Oh, that is interesting. Thank you. Tho, not sure we can say he didn't have a solid inkling of how the first season would unfold. It may have just changed once he was working on the actual thing. Either way, interesting. Glad we did not have to see him in jail again. That feels like it would have been too much.

"it doesn't help when neither person has a sense of themselves." Yes.

Oh, thank you. I wan't sure if I was getting across what I meant, but it sounds like I may have.

Great piece.

I find the devises in this story hover maddeningly between predictably manipulative and decent, if work-a-day, storytelling. There are repeated sequences of scene cuts designed as mini-cliffhangers that quickly became predictable in their pacing. Likewise with the repeated bird's eye views of the beautiful landscape

"Last season, John kind of just seemed like the good guy—the good brother, the good husband—who lost his way, getting so caught up in the muck of his Rayburn blood that it eventually pulled him into the darkness." Yes, this is a basic truth. John is never able to do the truly right thing because he is so

So…cause he's white, he should just stop writing and directing? Or just stop writing about what he knows and try to, say, understand the Black American experience and then get skewered for doing THAT as a white man? This is a spurious complaint.

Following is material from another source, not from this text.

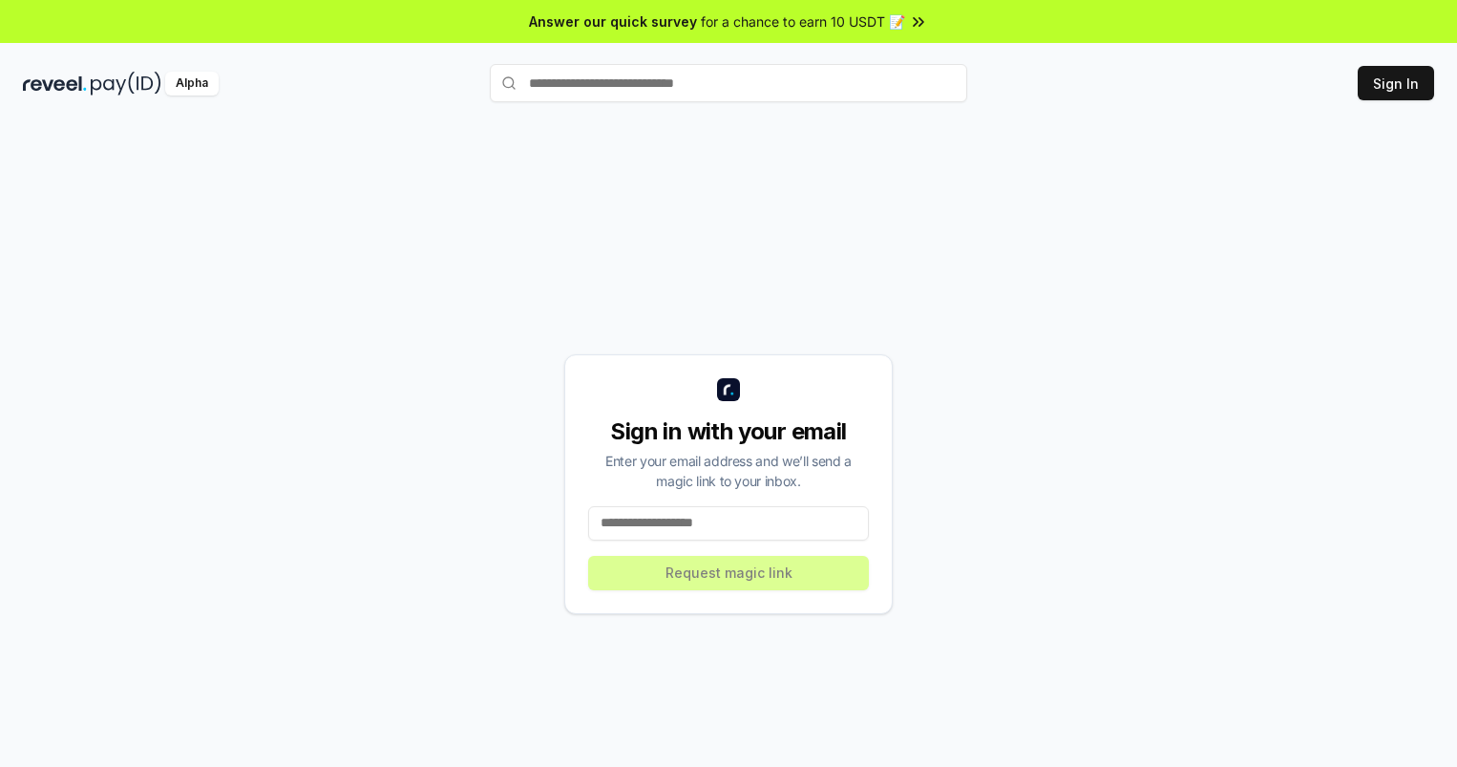  What do you see at coordinates (728, 389) in the screenshot?
I see `img: logo_small` at bounding box center [728, 389].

Well, not everything has to be an awards contender. He's an actor getting good work. That's a lot.

Noel, this is a great great piece. Really, it's among the best FNL pieces I've read and I've read many. Thanks so much for this.

"… just don't set yourself up for heartbreak!" Too late.

Yeah, OK, that's all valid. I was hoping — and thought — this story was going to be about the triumph of the human spirit. Yep, that IS what I want out of stories. Call me whatever, but that is what I want.

Yes, great point. Though speaking more broadly about storytelling — in my eyes, we, the poor audience, have been primed for Daniel being innocent. It's a nuanced priming, but I can't read the cues any other way. So, if he were to turn out to be guilty, for me it would feel like a cheap bait and switch. It's more

Yes, you are right. But for him to be guilty feels like a slap in the face. Especially with what Trey's said, and with what Daniel said himself in the plea deal scene.

Uh, that would suck. I know McKinnon likes to defy expectations, which is great. Normally. But this, no. This would not be great. Feels like it would be a cheap shot. "Oh, wait, despite everything we've shown you, explicitly and implicitly, he actually did it!"